Wallingford Food Bank
Christopher DeLaurenti
A testimony to poverty from Chris’s own experiences, and an invitation to engage with an all too typical situation and context through a kind of imaginary listening.
Arika have been creating events since 2001. The Archive is space to share the documentation of our work, over 600 events from the past 20 years. Browse the archive by event, artists and collections, explore using theme pairs, or use the index for a comprehensive overview.
A testimony to poverty from Chris’s own experiences, and an invitation to engage with an all too typical situation and context through a kind of imaginary listening.
A performed self-cancelling discussion, with artists from the festival, invited speakers and local artists talking at once, over each other, or straining to be heard over the din.
The site of the former Abbeyhill Station on the 1903 Leith branch of the Edinburgh and Dalkeith railway, overgrown and leading to as yet un-regenerated ‘wasteland’; taxi’s for 80 people, each instructed to take different routes between locations and; a slice of land concealed behind corporate business park branding off the Wester Approach Rd, apparently of no conceivable use and named ‘Chateaux de Scum’ by those who use it anyway.
A back and forth between Fred and Fernando on the transits and obstructions between mathematics and poetics, and how both help us to think from the other side.
Joan La Barbara presents works exploring the colour spectrum of a single pitch resonating in her skull, an evocation of bird song and circular singing.
The role of feelings in public life, (political) depression and creative survival.
An evening extravaganza celebrating the London launch of Truth & Lies: an Anthology of Writing and Art by Sex Workers
Expect slutty DJs, playful performances, stripper poles, rococo cakes, union broads and intimate readings…
Jarrod Fowler creates a social space where layered one-to-one live encounters with the audience become sonic material.
Take a break and/ or hang in an Open Meet Up in IRL and URL
Joe Colley specialises in hotwired sound constructions full of ominous electronic disturbances and caustic, noxious drones. For KYTN, Joe created a situation of controlled chaos with 50 light sensitive oscillators placed in a field of candles.
The Echo project is an installation as audio guide for a crowd. And at the same time it’s a private conversation: with you, as one of 20 people in a room, a sort of public intimacy.
Join activists, academics and artists as they reflect on abolitionist praxis and thought, exploring covergences with gender, poetry, technology, performance, speculation, aesthetics, film and culture. This series of events commemorates Black August and is for anyone who wishes to answer the abolitionist call to action and thought.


#### Task item
Go through the entries that follow and count every line with the string "Queensland". Reply with the number only.

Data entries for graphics
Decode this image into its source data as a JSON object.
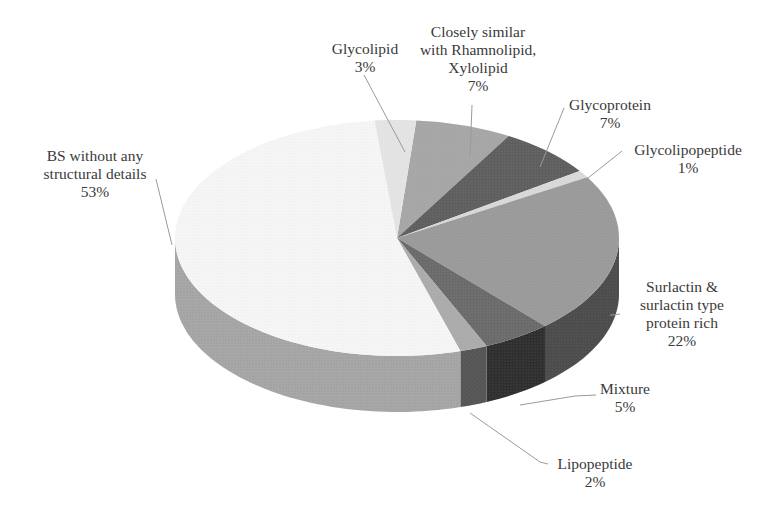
{
  "chart_data": {
    "type": "pie",
    "style": "3d",
    "title": "",
    "start_angle_deg": 5,
    "direction": "clockwise",
    "slices": [
      {
        "label": "Closely similar with Rhamnolipid, Xylolipid",
        "value": 7,
        "pct_label": "7%",
        "color": "#a6a6a6",
        "side": "#8f8f8f"
      },
      {
        "label": "Glycoprotein",
        "value": 7,
        "pct_label": "7%",
        "color": "#5e5e5e",
        "side": "#4a4a4a"
      },
      {
        "label": "Glycolipopeptide",
        "value": 1,
        "pct_label": "1%",
        "color": "#d9d9d9",
        "side": "#c4c4c4"
      },
      {
        "label": "Surlactin & surlactin type protein rich",
        "value": 22,
        "pct_label": "22%",
        "color": "#9a9a9a",
        "side": "#4c4c4c"
      },
      {
        "label": "Mixture",
        "value": 5,
        "pct_label": "5%",
        "color": "#6a6a6a",
        "side": "#2e2e2e"
      },
      {
        "label": "Lipopeptide",
        "value": 2,
        "pct_label": "2%",
        "color": "#ababab",
        "side": "#5a5a5a"
      },
      {
        "label": "BS without any structural details",
        "value": 53,
        "pct_label": "53%",
        "color": "#f6f6f6",
        "side": "#a8a8a8"
      },
      {
        "label": "Glycolipid",
        "value": 3,
        "pct_label": "3%",
        "color": "#e4e4e4",
        "side": "#d0d0d0"
      }
    ],
    "legend": "none (leader-line labels)"
  },
  "labels": {
    "rhamnolipid": {
      "lines": [
        "Closely similar",
        "with Rhamnolipid,",
        "Xylolipid",
        "7%"
      ]
    },
    "glycoprotein": {
      "lines": [
        "Glycoprotein",
        "7%"
      ]
    },
    "glycolipopeptide": {
      "lines": [
        "Glycolipopeptide",
        "1%"
      ]
    },
    "surlactin": {
      "lines": [
        "Surlactin &",
        "surlactin type",
        "protein rich",
        "22%"
      ]
    },
    "mixture": {
      "lines": [
        "Mixture",
        "5%"
      ]
    },
    "lipopeptide": {
      "lines": [
        "Lipopeptide",
        "2%"
      ]
    },
    "bs": {
      "lines": [
        "BS without any",
        "structural details",
        "53%"
      ]
    },
    "glycolipid": {
      "lines": [
        "Glycolipid",
        "3%"
      ]
    }
  }
}
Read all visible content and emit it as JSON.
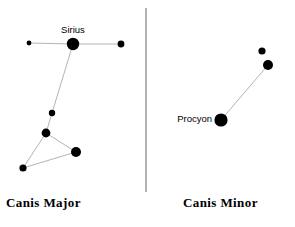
{
  "figure": {
    "background_color": "#ffffff",
    "star_color": "#000000",
    "line_color": "#b4b4b4",
    "divider_color": "#808080",
    "width": 295,
    "height": 227
  },
  "divider": {
    "x": 146,
    "y1": 8,
    "y2": 192
  },
  "panels": [
    {
      "id": "canis-major",
      "caption": "Canis Major",
      "stars": [
        {
          "name": "sirius",
          "label": "Sirius",
          "x": 73,
          "y": 44,
          "r": 6.2,
          "label_x": 73,
          "label_y": 33,
          "label_anchor": "middle"
        },
        {
          "name": "star-west",
          "label": "",
          "x": 29,
          "y": 43,
          "r": 2.4
        },
        {
          "name": "star-east",
          "label": "",
          "x": 121,
          "y": 44,
          "r": 3.4
        },
        {
          "name": "star-mid",
          "label": "",
          "x": 52,
          "y": 113,
          "r": 3.2
        },
        {
          "name": "star-junction",
          "label": "",
          "x": 46,
          "y": 133,
          "r": 4.4
        },
        {
          "name": "star-southeast",
          "label": "",
          "x": 76,
          "y": 152,
          "r": 5.0
        },
        {
          "name": "star-southwest",
          "label": "",
          "x": 23,
          "y": 168,
          "r": 3.6
        }
      ],
      "lines": [
        {
          "from": "star-west",
          "to": "sirius"
        },
        {
          "from": "sirius",
          "to": "star-east"
        },
        {
          "from": "sirius",
          "to": "star-mid"
        },
        {
          "from": "star-mid",
          "to": "star-junction"
        },
        {
          "from": "star-junction",
          "to": "star-southeast"
        },
        {
          "from": "star-junction",
          "to": "star-southwest"
        },
        {
          "from": "star-southwest",
          "to": "star-southeast"
        }
      ]
    },
    {
      "id": "canis-minor",
      "caption": "Canis Minor",
      "stars": [
        {
          "name": "procyon",
          "label": "Procyon",
          "x": 221,
          "y": 120,
          "r": 6.6,
          "label_x": 212,
          "label_y": 122,
          "label_anchor": "end"
        },
        {
          "name": "gomeisa",
          "label": "",
          "x": 268,
          "y": 65,
          "r": 5.0
        },
        {
          "name": "star-upper",
          "label": "",
          "x": 262,
          "y": 51,
          "r": 3.6
        }
      ],
      "lines": [
        {
          "from": "procyon",
          "to": "gomeisa"
        }
      ]
    }
  ]
}
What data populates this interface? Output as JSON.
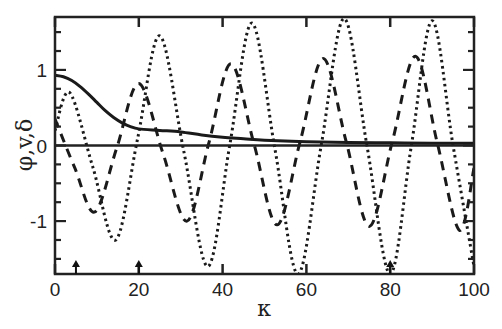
{
  "chart_data": {
    "type": "line",
    "title": "",
    "xlabel": "κ",
    "ylabel": "φ,v,δ",
    "xlim": [
      0,
      100
    ],
    "ylim": [
      -1.7,
      1.7
    ],
    "x_ticks": [
      0,
      20,
      40,
      60,
      80,
      100
    ],
    "x_tick_labels": [
      "0",
      "20",
      "40",
      "60",
      "80",
      "100"
    ],
    "y_ticks": [
      -1,
      0,
      1
    ],
    "y_tick_labels": [
      "-1",
      "0",
      "1"
    ],
    "grid": false,
    "legend": null,
    "zero_line": true,
    "annotations": [
      {
        "type": "arrow-up",
        "x": 5,
        "label": ""
      },
      {
        "type": "arrow-up",
        "x": 20,
        "label": ""
      },
      {
        "type": "arrow-up",
        "x": 80,
        "label": ""
      }
    ],
    "series": [
      {
        "name": "solid",
        "style": "solid",
        "x": [
          0,
          2,
          4,
          6,
          8,
          10,
          12,
          14,
          16,
          18,
          20,
          25,
          30,
          35,
          40,
          45,
          50,
          60,
          70,
          80,
          90,
          100
        ],
        "y": [
          0.93,
          0.91,
          0.86,
          0.78,
          0.68,
          0.57,
          0.46,
          0.37,
          0.3,
          0.25,
          0.22,
          0.2,
          0.18,
          0.14,
          0.11,
          0.09,
          0.07,
          0.05,
          0.04,
          0.035,
          0.03,
          0.03
        ]
      },
      {
        "name": "dashed",
        "style": "dashed",
        "x": [
          0,
          4.75,
          9.5,
          14.75,
          20,
          25.75,
          31.5,
          36.75,
          42,
          47.5,
          53,
          58.5,
          64,
          69.5,
          75,
          80.5,
          86,
          91.25,
          96.5,
          100
        ],
        "y": [
          0.35,
          -0.3,
          -0.88,
          -0.03,
          0.82,
          -0.1,
          -1.0,
          0.04,
          1.08,
          0.02,
          -1.05,
          0.05,
          1.15,
          0.05,
          -1.07,
          0.05,
          1.18,
          0.03,
          -1.12,
          -0.3
        ]
      },
      {
        "name": "dotted",
        "style": "dotted",
        "x": [
          0,
          3.5,
          9,
          14.5,
          19.75,
          25,
          30.75,
          36.5,
          41.75,
          47,
          52.5,
          58,
          63.5,
          69,
          74.5,
          80,
          85,
          90,
          95,
          100
        ],
        "y": [
          0.2,
          0.7,
          -0.28,
          -1.25,
          0.1,
          1.45,
          -0.08,
          -1.6,
          0.02,
          1.62,
          -0.05,
          -1.7,
          -0.01,
          1.68,
          -0.02,
          -1.7,
          -0.02,
          1.65,
          0.0,
          -1.6
        ]
      }
    ]
  }
}
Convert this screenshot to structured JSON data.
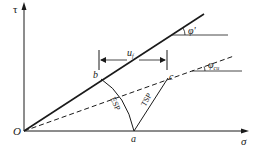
{
  "diagram": {
    "type": "stress-path",
    "axes": {
      "x_label": "σ",
      "y_label": "τ",
      "origin_label": "O"
    },
    "lines": {
      "effective_envelope_angle_label": "φ'",
      "total_envelope_angle_label_main": "φ",
      "total_envelope_angle_label_sub": "cu"
    },
    "points": {
      "a": "a",
      "b": "b",
      "c": "c"
    },
    "paths": {
      "esp": "ESP",
      "tsp": "TSP"
    },
    "dimension": {
      "main": "u",
      "sub": "f"
    },
    "colors": {
      "stroke": "#1a1a1a",
      "background": "#ffffff"
    }
  }
}
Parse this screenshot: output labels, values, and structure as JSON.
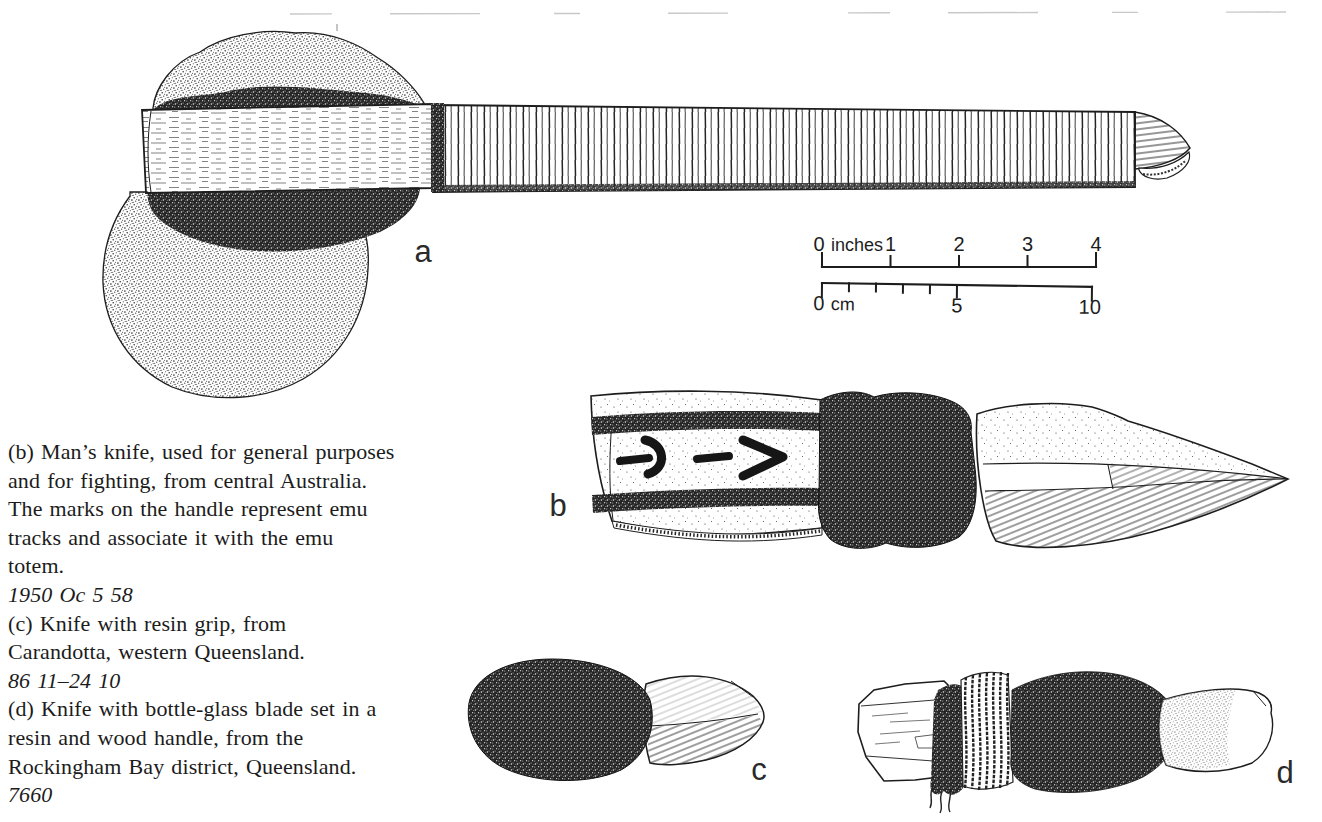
{
  "colors": {
    "paper": "#ffffff",
    "ink": "#1d1d1d"
  },
  "figures": {
    "a": {
      "label": "a"
    },
    "b": {
      "label": "b"
    },
    "c": {
      "label": "c"
    },
    "d": {
      "label": "d"
    }
  },
  "scale_bar": {
    "inches": {
      "zero": "0",
      "unit": "inches",
      "ticks": [
        "1",
        "2",
        "3",
        "4"
      ]
    },
    "cm": {
      "zero": "0",
      "unit": "cm",
      "mid": "5",
      "end": "10"
    }
  },
  "caption": {
    "lines": [
      {
        "t": "(b) Man’s knife, used for general purposes"
      },
      {
        "t": "and for fighting, from central Australia."
      },
      {
        "t": "The marks on the handle represent emu"
      },
      {
        "t": "tracks and associate it with the emu"
      },
      {
        "t": "totem."
      },
      {
        "t": "1950 Oc 5 58"
      },
      {
        "t": "(c) Knife with resin grip, from"
      },
      {
        "t": "Carandotta, western Queensland."
      },
      {
        "t": "86 11–24 10"
      },
      {
        "t": "(d) Knife with bottle-glass blade set in a"
      },
      {
        "t": "resin and wood handle, from the"
      },
      {
        "t": "Rockingham Bay district, Queensland."
      },
      {
        "t": "7660"
      }
    ]
  }
}
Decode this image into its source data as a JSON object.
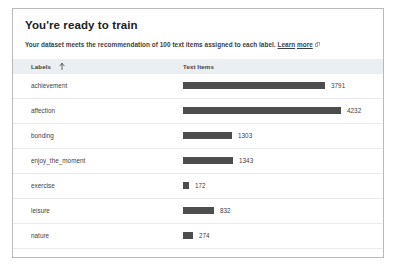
{
  "panel": {
    "title": "You're ready to train",
    "subtitle_text": "Your dataset meets the recommendation of 100 text items assigned to each label.",
    "link_text_part1": "Learn",
    "link_text_part2": "more",
    "link_icon": "external-link-icon"
  },
  "table": {
    "columns": [
      {
        "key": "labels",
        "header": "Labels",
        "sort_icon": "sort-ascending-arrow-icon",
        "sorted": "ascending"
      },
      {
        "key": "text_items",
        "header": "Text Items"
      }
    ],
    "rows": [
      {
        "label": "achievement",
        "value": "3791"
      },
      {
        "label": "affection",
        "value": "4232"
      },
      {
        "label": "bonding",
        "value": "1303"
      },
      {
        "label": "enjoy_the_moment",
        "value": "1343"
      },
      {
        "label": "exercise",
        "value": "172"
      },
      {
        "label": "leisure",
        "value": "832"
      },
      {
        "label": "nature",
        "value": "274"
      }
    ]
  },
  "chart_data": {
    "type": "bar",
    "categories": [
      "achievement",
      "affection",
      "bonding",
      "enjoy_the_moment",
      "exercise",
      "leisure",
      "nature"
    ],
    "values": [
      3791,
      4232,
      1303,
      1343,
      172,
      832,
      274
    ],
    "xlabel": "Text Items",
    "ylabel": "Labels",
    "xlim": [
      0,
      4232
    ],
    "orientation": "horizontal",
    "grid": false,
    "legend": false,
    "bar_color": "#4d4d4d",
    "value_labels": true
  },
  "colors": {
    "bar": "#4d4d4d",
    "header_row_bg": "#eceff1",
    "row_divider": "#e8eaed",
    "text": "#3c4043",
    "frame_border": "#b9b9b9"
  }
}
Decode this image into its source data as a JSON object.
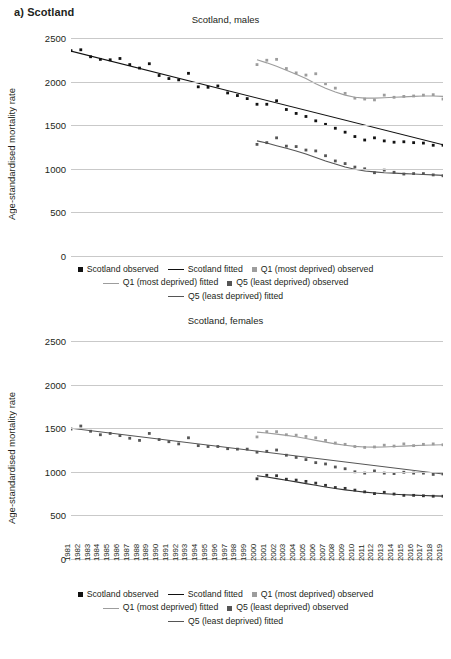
{
  "panel": {
    "label": "a) Scotland"
  },
  "colors": {
    "scotland": "#111111",
    "q1": "#9d9d9d",
    "q5": "#555555",
    "grid": "#c9c9c9",
    "text": "#231f20"
  },
  "axis": {
    "y_label": "Age-standardised mortality rate",
    "y_ticks": [
      "2500",
      "2000",
      "1500",
      "1000",
      "500",
      "0"
    ],
    "x_ticks": [
      "1981",
      "1982",
      "1983",
      "1984",
      "1985",
      "1986",
      "1987",
      "1988",
      "1989",
      "1990",
      "1991",
      "1992",
      "1993",
      "1994",
      "1995",
      "1996",
      "1997",
      "1998",
      "1999",
      "2000",
      "2001",
      "2002",
      "2003",
      "2004",
      "2005",
      "2006",
      "2007",
      "2008",
      "2009",
      "2010",
      "2011",
      "2012",
      "2013",
      "2014",
      "2015",
      "2016",
      "2017",
      "2018",
      "2019"
    ]
  },
  "legend": {
    "row1": [
      {
        "marker": "square",
        "series": "scotland",
        "label": "Scotland observed"
      },
      {
        "marker": "line",
        "series": "scotland",
        "label": "Scotland fitted"
      },
      {
        "marker": "square",
        "series": "q1",
        "label": "Q1 (most deprived) observed"
      }
    ],
    "row2": [
      {
        "marker": "line",
        "series": "q1",
        "label": "Q1 (most deprived) fitted"
      },
      {
        "marker": "square",
        "series": "q5",
        "label": "Q5 (least deprived) observed"
      }
    ],
    "row3": [
      {
        "marker": "line",
        "series": "q5",
        "label": "Q5 (least deprived) fitted"
      }
    ]
  },
  "chart_data": [
    {
      "type": "scatter",
      "id": "males",
      "title": "Scotland, males",
      "xlabel": "",
      "ylabel": "Age-standardised mortality rate",
      "ylim": [
        0,
        2500
      ],
      "grid": true,
      "legend_position": "below",
      "x": [
        1981,
        1982,
        1983,
        1984,
        1985,
        1986,
        1987,
        1988,
        1989,
        1990,
        1991,
        1992,
        1993,
        1994,
        1995,
        1996,
        1997,
        1998,
        1999,
        2000,
        2001,
        2002,
        2003,
        2004,
        2005,
        2006,
        2007,
        2008,
        2009,
        2010,
        2011,
        2012,
        2013,
        2014,
        2015,
        2016,
        2017,
        2018,
        2019
      ],
      "series": [
        {
          "name": "Scotland observed",
          "style": "points",
          "color": "#111111",
          "x": [
            1981,
            1982,
            1983,
            1984,
            1985,
            1986,
            1987,
            1988,
            1989,
            1990,
            1991,
            1992,
            1993,
            1994,
            1995,
            1996,
            1997,
            1998,
            1999,
            2000,
            2001,
            2002,
            2003,
            2004,
            2005,
            2006,
            2007,
            2008,
            2009,
            2010,
            2011,
            2012,
            2013,
            2014,
            2015,
            2016,
            2017,
            2018,
            2019
          ],
          "values": [
            2355,
            2365,
            2285,
            2255,
            2250,
            2265,
            2195,
            2155,
            2205,
            2070,
            2035,
            2020,
            2095,
            1940,
            1935,
            1950,
            1870,
            1840,
            1805,
            1740,
            1740,
            1780,
            1680,
            1635,
            1600,
            1550,
            1510,
            1465,
            1420,
            1370,
            1330,
            1355,
            1320,
            1305,
            1310,
            1300,
            1295,
            1270,
            1270
          ]
        },
        {
          "name": "Scotland fitted",
          "style": "line",
          "color": "#111111",
          "x": [
            1981,
            2019
          ],
          "values": [
            2350,
            1275
          ]
        },
        {
          "name": "Q1 (most deprived) observed",
          "style": "points",
          "color": "#9d9d9d",
          "x": [
            2000,
            2001,
            2002,
            2003,
            2004,
            2005,
            2006,
            2007,
            2008,
            2009,
            2010,
            2011,
            2012,
            2013,
            2014,
            2015,
            2016,
            2017,
            2018,
            2019
          ],
          "values": [
            2195,
            2245,
            2255,
            2150,
            2100,
            2075,
            2090,
            1975,
            1925,
            1865,
            1810,
            1800,
            1790,
            1845,
            1820,
            1830,
            1835,
            1845,
            1850,
            1800
          ]
        },
        {
          "name": "Q1 (most deprived) fitted",
          "style": "line",
          "color": "#9d9d9d",
          "x": [
            2000,
            2001,
            2002,
            2003,
            2004,
            2005,
            2006,
            2007,
            2008,
            2009,
            2010,
            2011,
            2012,
            2013,
            2014,
            2015,
            2016,
            2017,
            2018,
            2019
          ],
          "values": [
            2250,
            2215,
            2175,
            2130,
            2085,
            2035,
            1975,
            1925,
            1880,
            1845,
            1820,
            1810,
            1810,
            1815,
            1820,
            1825,
            1830,
            1835,
            1835,
            1830
          ]
        },
        {
          "name": "Q5 (least deprived) observed",
          "style": "points",
          "color": "#555555",
          "x": [
            2000,
            2001,
            2002,
            2003,
            2004,
            2005,
            2006,
            2007,
            2008,
            2009,
            2010,
            2011,
            2012,
            2013,
            2014,
            2015,
            2016,
            2017,
            2018,
            2019
          ],
          "values": [
            1280,
            1300,
            1355,
            1260,
            1255,
            1215,
            1205,
            1150,
            1090,
            1060,
            1020,
            1000,
            955,
            985,
            960,
            940,
            945,
            945,
            930,
            920
          ]
        },
        {
          "name": "Q5 (least deprived) fitted",
          "style": "line",
          "color": "#555555",
          "x": [
            2000,
            2001,
            2002,
            2003,
            2004,
            2005,
            2006,
            2007,
            2008,
            2009,
            2010,
            2011,
            2012,
            2013,
            2014,
            2015,
            2016,
            2017,
            2018,
            2019
          ],
          "values": [
            1320,
            1295,
            1265,
            1235,
            1205,
            1170,
            1130,
            1090,
            1055,
            1020,
            995,
            975,
            965,
            955,
            950,
            945,
            940,
            935,
            930,
            925
          ]
        }
      ]
    },
    {
      "type": "scatter",
      "id": "females",
      "title": "Scotland, females",
      "xlabel": "",
      "ylabel": "Age-standardised mortality rate",
      "ylim": [
        0,
        2500
      ],
      "grid": true,
      "legend_position": "below",
      "x": [
        1981,
        1982,
        1983,
        1984,
        1985,
        1986,
        1987,
        1988,
        1989,
        1990,
        1991,
        1992,
        1993,
        1994,
        1995,
        1996,
        1997,
        1998,
        1999,
        2000,
        2001,
        2002,
        2003,
        2004,
        2005,
        2006,
        2007,
        2008,
        2009,
        2010,
        2011,
        2012,
        2013,
        2014,
        2015,
        2016,
        2017,
        2018,
        2019
      ],
      "series": [
        {
          "name": "Scotland observed",
          "style": "points",
          "color": "#555555",
          "x": [
            1981,
            1982,
            1983,
            1984,
            1985,
            1986,
            1987,
            1988,
            1989,
            1990,
            1991,
            1992,
            1993,
            1994,
            1995,
            1996,
            1997,
            1998,
            1999,
            2000,
            2001,
            2002,
            2003,
            2004,
            2005,
            2006,
            2007,
            2008,
            2009,
            2010,
            2011,
            2012,
            2013,
            2014,
            2015,
            2016,
            2017,
            2018,
            2019
          ],
          "values": [
            1490,
            1525,
            1465,
            1425,
            1440,
            1415,
            1385,
            1360,
            1440,
            1370,
            1345,
            1320,
            1390,
            1300,
            1290,
            1290,
            1265,
            1260,
            1260,
            1225,
            1235,
            1250,
            1190,
            1165,
            1140,
            1105,
            1090,
            1055,
            1035,
            1000,
            985,
            1010,
            985,
            980,
            995,
            985,
            985,
            970,
            975
          ]
        },
        {
          "name": "Scotland fitted",
          "style": "line",
          "color": "#555555",
          "x": [
            1981,
            2019
          ],
          "values": [
            1500,
            975
          ]
        },
        {
          "name": "Q1 (most deprived) observed",
          "style": "points",
          "color": "#9d9d9d",
          "x": [
            2000,
            2001,
            2002,
            2003,
            2004,
            2005,
            2006,
            2007,
            2008,
            2009,
            2010,
            2011,
            2012,
            2013,
            2014,
            2015,
            2016,
            2017,
            2018,
            2019
          ],
          "values": [
            1400,
            1460,
            1460,
            1425,
            1420,
            1405,
            1390,
            1360,
            1330,
            1315,
            1290,
            1280,
            1285,
            1305,
            1295,
            1320,
            1300,
            1315,
            1320,
            1310
          ]
        },
        {
          "name": "Q1 (most deprived) fitted",
          "style": "line",
          "color": "#9d9d9d",
          "x": [
            2000,
            2001,
            2002,
            2003,
            2004,
            2005,
            2006,
            2007,
            2008,
            2009,
            2010,
            2011,
            2012,
            2013,
            2014,
            2015,
            2016,
            2017,
            2018,
            2019
          ],
          "values": [
            1455,
            1445,
            1432,
            1418,
            1402,
            1382,
            1360,
            1340,
            1320,
            1305,
            1292,
            1285,
            1283,
            1285,
            1290,
            1295,
            1300,
            1305,
            1308,
            1310
          ]
        },
        {
          "name": "Q5 (least deprived) observed",
          "style": "points",
          "color": "#333333",
          "x": [
            2000,
            2001,
            2002,
            2003,
            2004,
            2005,
            2006,
            2007,
            2008,
            2009,
            2010,
            2011,
            2012,
            2013,
            2014,
            2015,
            2016,
            2017,
            2018,
            2019
          ],
          "values": [
            920,
            960,
            955,
            915,
            905,
            890,
            870,
            845,
            820,
            810,
            790,
            770,
            750,
            765,
            745,
            730,
            730,
            725,
            720,
            720
          ]
        },
        {
          "name": "Q5 (least deprived) fitted",
          "style": "line",
          "color": "#333333",
          "x": [
            2000,
            2001,
            2002,
            2003,
            2004,
            2005,
            2006,
            2007,
            2008,
            2009,
            2010,
            2011,
            2012,
            2013,
            2014,
            2015,
            2016,
            2017,
            2018,
            2019
          ],
          "values": [
            955,
            940,
            922,
            903,
            884,
            864,
            845,
            826,
            809,
            793,
            779,
            767,
            757,
            749,
            742,
            737,
            732,
            728,
            724,
            721
          ]
        }
      ]
    }
  ]
}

#### Written answer
2